To further substantiate her point, she narrates another story. Once she was asked to work in an advert for a towel. When its photo shoot became public all she got was incredulous innuendos. “I was, of course, wearing clothes underneath but people actually believed I was naked,” she says. “Even though I did not do anything wrong, I was still harassed.”

Frieha says she used to get upset in the beginning. With people continuously judging her, it was tough for her to keep focused. The only reason she could survive all that was the dogged pursuit of what she wanted for herself. “I knew myself,” she says firmly. “I was not what they thought I was. There was nothing wrong with what I was doing. I would not have done things any differently.”

In a case of ends justifying the means, she says: “We were the supermodels who paved the way for the [likes of Aminah Haq and Vaneeza Ahmed]. How could we be wrong?”

Years later, she is still being subjected to belittling remarks. “If I post a picture of myself on Instagram, people say things like beghairat buddhi (dishonourable old woman).” Some even ask her if she is a Muslim. “People around me ask me to stop posting those photos but the fact is I am not trying to make a statement,” Frieha says. “It is just that I know what I am posting is not wrong.”
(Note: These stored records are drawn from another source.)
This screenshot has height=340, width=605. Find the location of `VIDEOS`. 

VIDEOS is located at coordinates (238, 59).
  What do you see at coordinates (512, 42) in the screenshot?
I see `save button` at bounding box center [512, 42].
Just before Qandeel’s death, Frieha offered her to appear in a show to perform along with Ali Zafar. She recalls how Qandeel was worried if her participation in the show would subject her to ridicule. “Aap mera mazaak tou nahin urrain gee (I hope you will not make fun of me)” is what she asked Frieha.

Dr Fouzia Saeed works as the executive director of Lok Virsa, an Islamabad-based state institution promoting arts and culture. She has also written a book, Taboo: The Hidden Culture of a Red Light District, that chronicles the lives of sex workers everyone is ready to categorise as ‘bad’ without requiring any qualification. “A woman’s morality is questioned based on the profession she is in,” says Fouzia in a telephonic interview.

That is why the stigma of being ‘bad’ is attached to women working in showbiz, she explains. That there are different standards for judging women and men in this field means that the former are adjudged as ‘bad’ more readily than the latter, she says. Men have done roles in Indian films which required them to hug and kiss women but no one says anything about them. On the other hand, “look at how Meera and Veena are ridiculed” for doing similar scenes, she says.

Fouzia believes the media is a major factor in determining how women are seen by society. “If I say all the people wearing red in a room are wrong, your eye will only notice people wearing red,” she says, explaining how the media repeats and highlights an image to make it look good or bad.

Away from the media’s glare and the glamour of the spotlight, women working in film, theatre and stage can be as suppressed as any women in our society, she says. During her research on the private lives of public performers for her book, Women In Folk Theatre, she found that women who have to be in public spaces due to their professions develop split personalities: one when they have make-up on their faces and the other without make-up. They forget their private lives as they go on stage to perform a certain role. In their offstage persona, she says, they are as subservient to men as women in most other parts of society are conditioned to be. They are controlled by their husbands, she adds. “They cannot even enjoy their own success.”

It is men who get to decide what is good and what is bad, Fouzia says. “The word prostitute has been turned into an abuse for women but there is no word of abuse for a man who goes to a prostitute.” She cites the example of Qandeel’s meeting with Mufti Abdul Qavi to elaborate. “It is interesting how no one stigmatised the mufti.”

Men, Fouzia says, use the idea of ghairat – honour – to keep women in control in every field of life, showbiz included. “There are a lot of categories of bad women” — from those who tried to defy social norms in medieval Europe and were tortured and set on fire as witches to those who merely wear red lipstick. “If a woman is not subservient, she is bad.”


The article was originally published in the Herlad's June 2017 issue. To read more, subscribe to the Herald in print.


Faiza Shah is a former staffer of the Herald. Fatima Niazi is currently a staffer at the Herald.